Monday, May 20, 2019

Live from Lincoln Center: Cynthia Errivo


Live from Lincoln Center is doing another series of concerts from Broadway actors this year.  They actually started up a couple weeks ago, but I’ve been playing catch-up on TV after some hectic days, so I’m getting around to them now. The first was with Cynthia Errivo, the only non-Hamilton actor to win a Tony for musical acting in 2016 after blowing my damn mind with her performance as Celie in the revival of The Color Purple (I’ve listened to “I’m Here” I don’t know how many times since then, but I still think of when I first heard her do it at the Tonys.)

I’ll be honest and admit that I only knew a handful of the songs she sang, mostly in the second half of the concert. I liked pretty much all the ones I didn’t know, but it does make it a little tougher for me to get as drawn in as I would with numbers I already love.  That said, there were some really beautiful ones in there.  There was a quiet, gorgeous song called “Jealous” (by Labyrinth,) and I really liked a Robyn song called “Hang with Me”.

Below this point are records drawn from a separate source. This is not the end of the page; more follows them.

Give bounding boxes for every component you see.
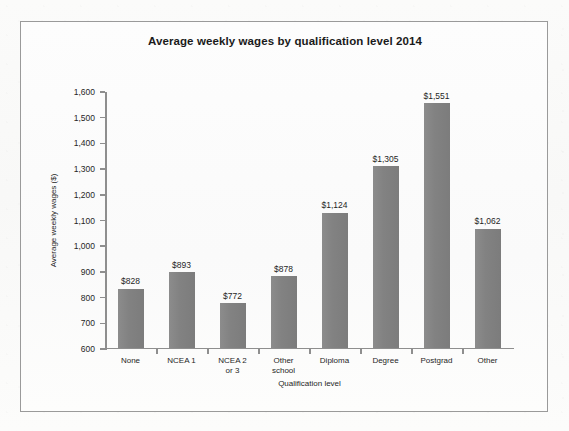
bar (322, 213, 348, 348)
chart-title: Average weekly wages by qualification le… (21, 35, 549, 47)
y-axis-tick-label: 700 (81, 318, 95, 328)
bar (118, 289, 144, 348)
bar (373, 166, 399, 347)
y-axis-tick-label: 1,500 (74, 113, 95, 123)
y-axis-title: Average weekly wages ($) (49, 0, 61, 92)
x-axis-tick (258, 349, 260, 354)
x-axis-category-label: Postgrad (420, 356, 452, 366)
y-axis-tick-label: 1,300 (74, 164, 95, 174)
y-axis-tick: 1,500 (100, 117, 105, 119)
y-axis-tick: 1,200 (100, 194, 105, 196)
y-axis-tick-label: 800 (81, 293, 95, 303)
bar-value-label: $1,551 (424, 91, 450, 101)
y-axis-tick: 1,400 (100, 143, 105, 145)
bar (220, 303, 246, 347)
bar-value-label: $1,062 (475, 216, 501, 226)
x-axis-title: Qualification level (105, 379, 514, 388)
y-axis-tick-label: 1,200 (74, 190, 95, 200)
y-axis-tick: 700 (100, 323, 105, 325)
y-axis-spine (105, 92, 107, 350)
y-axis-tick: 600 (100, 348, 105, 350)
page-background: Average weekly wages by qualification le… (0, 0, 569, 431)
bar-value-label: $1,305 (373, 154, 399, 164)
y-axis-tick-label: 1,100 (74, 216, 95, 226)
y-axis-tick: 900 (100, 271, 105, 273)
chart-figure-frame: Average weekly wages by qualification le… (20, 21, 548, 412)
bar-value-label: $1,124 (322, 200, 348, 210)
bar (424, 103, 450, 347)
x-axis-tick (207, 349, 209, 354)
y-axis-tick: 800 (100, 297, 105, 299)
y-axis-title-text: Average weekly wages ($) (49, 92, 58, 349)
y-axis-tick: 1,300 (100, 168, 105, 170)
bar (271, 276, 297, 347)
x-axis-category-label: NCEA 2 or 3 (218, 356, 246, 376)
y-axis-tick-label: 1,400 (74, 138, 95, 148)
y-axis-tick: 1,600 (100, 91, 105, 93)
y-axis-tick-label: 1,000 (74, 241, 95, 251)
bar-value-label: $878 (274, 264, 293, 274)
bar-value-label: $772 (223, 291, 242, 301)
bar-value-label: $828 (121, 276, 140, 286)
x-axis-category-label: None (121, 356, 140, 366)
y-axis-tick-label: 900 (81, 267, 95, 277)
plot-area: 6007008009001,0001,1001,2001,3001,4001,5… (105, 92, 513, 349)
x-axis-tick (411, 349, 413, 354)
x-axis-category-label: Degree (372, 356, 398, 366)
x-axis-tick (462, 349, 464, 354)
x-axis-tick (360, 349, 362, 354)
y-axis-tick: 1,100 (100, 220, 105, 222)
bar (169, 272, 195, 347)
y-axis-tick-label: 1,600 (74, 87, 95, 97)
x-axis-category-label: NCEA 1 (167, 356, 195, 366)
x-axis-tick (156, 349, 158, 354)
x-axis-category-label: Other school (272, 356, 295, 376)
y-axis-tick-label: 600 (81, 344, 95, 354)
x-axis-category-label: Diploma (320, 356, 349, 366)
x-axis-tick (309, 349, 311, 354)
x-axis-category-label: Other (477, 356, 497, 366)
y-axis-tick: 1,000 (100, 245, 105, 247)
bar-value-label: $893 (172, 260, 191, 270)
bar (475, 229, 501, 348)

For songs I did know, they were quite familiar, albeit not necessarily the way I’m used to hearing them.  Errivo did stripped-down versions of the Beach Boys’ “God Only Knows” and Whitney Houston’s “Dance with Somebody,” in both cases beginning the songs a cappella and adding in the instrumentals and back-up vocals as she went.  She also did a lovely rendition of John Lennon’s “Imagine” and gave an excellent performance of “This Woman’s Work” by Kate Bush.

Errivo is an interesting singer to me, especially for a theatre actress.  She reminds me a little of Lea Salonga in that, while both can definitely bring the power, it’s not something they unleash from the jump.  Like Salonga, Errivo’s command over her voice is phenomenal, and her singing was beautifully controlled throughout the concert.  She can go so soft and gentle but not sound at all thin or weak – in the concert, it still carried every bit as well in these instances as it did in the bigger moments.  This technique, while undeniably impressive, is admittedly less flashy than the belting, but Errivo works it.

She didn’t interact with the crowd too much, the set largely flowing from one song straight into another.  She introduced the concert by telling us that the whole evening was going to be love songs (before “Imagine,” she clarified that that one was about loving our world rather than a love relationship) and invited us to be taken along as she sang us stories. 

Okay, I do have to say that I spent the whole time hoping for “I’m Here” – when Errivo prefaced “Imagine” by saying it was a little different than the other love songs she’d done, my brain immediately went, “‘I’m Here’ is about Celie loving herself!!!” and hoped that’s what she was introducing – and that moment never came.  I get that the songs performed in these concerts are very much “dealer’s choice” and not everyone goes for the songs we know them for (Leslie Odom Jr. didn’t do any Hamilton songs in his last year, and Andrew Rannells tantalizingly talked about Falsettos before doing… a song from A New Brain.)  That doesn’t change how badly I wanted it, though, and I had to listen to it on my Color Purple cast recording afterwards to scratch that itch.